The measured frame duration will have jitter up to 1 or even 2 milliseconds for various 'external reasons', and what you are measuring is actually the duration of the last frame, but you'll use that duration for timing-dependent computation of the current frame. E.g. if the last frame was a 'long' frame, but the current frame will be 'short', you'll overshoot and introduce visible micro-stuttering.
The measurement jitter may be caused by different reasons, e.g. most of it is probably caused by the operating system process/thread scheduler which doesn't care about a thread being scheduled a millisecond early or late. On web browsers all time sources have reduced precision since Sprectre/Meltdown, but thankfully the 'precision jitter' goes both ways and averaging over enough frames gives you back the exact frame duration (e.g. 8.333 or 16.667 milliseconds).

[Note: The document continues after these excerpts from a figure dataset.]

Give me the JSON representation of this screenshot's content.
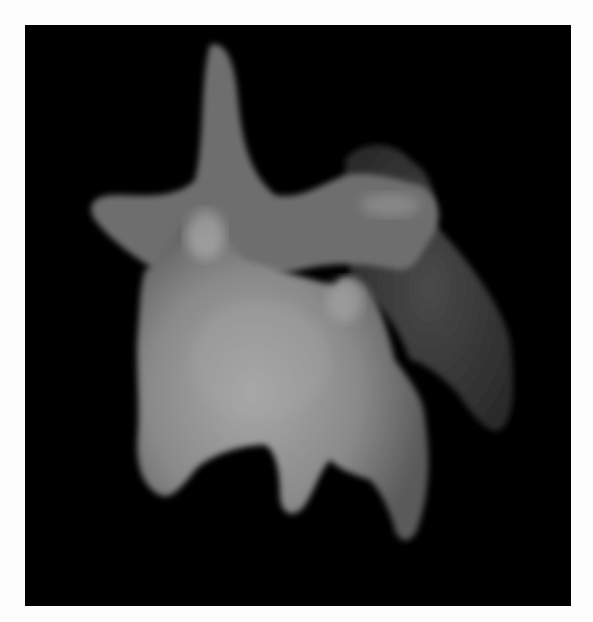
{
  "image": {
    "description": "Grayscale micrograph-style rendering of an irregular multi-lobed blob with finger-like protrusions on black background",
    "background_color": "#000000",
    "border_color": "#fdfdfd",
    "subject_color": "#9a9a9a"
  }
}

On some 3D APIs you can also query the 'presentation timestamp', but so far I only found the timestamp provided by CAMetalLayer on macOS and iOS to be completely jitter-free.
For this smoothing/filtering purpose, I found an EMA (Exponential Moving Average) more useful than a simple sliding window average (which I used before in sokol_app.h). An properly tuned EMA filter reacts quicker and 'less harshly' to frame duration changes (like moving the render window to a display with different refresh rate), it's also easier to implement since it doesn't require a ring buffer of previous frame durations.
TL;DR: frame timing for games is a surprisingly complex topic.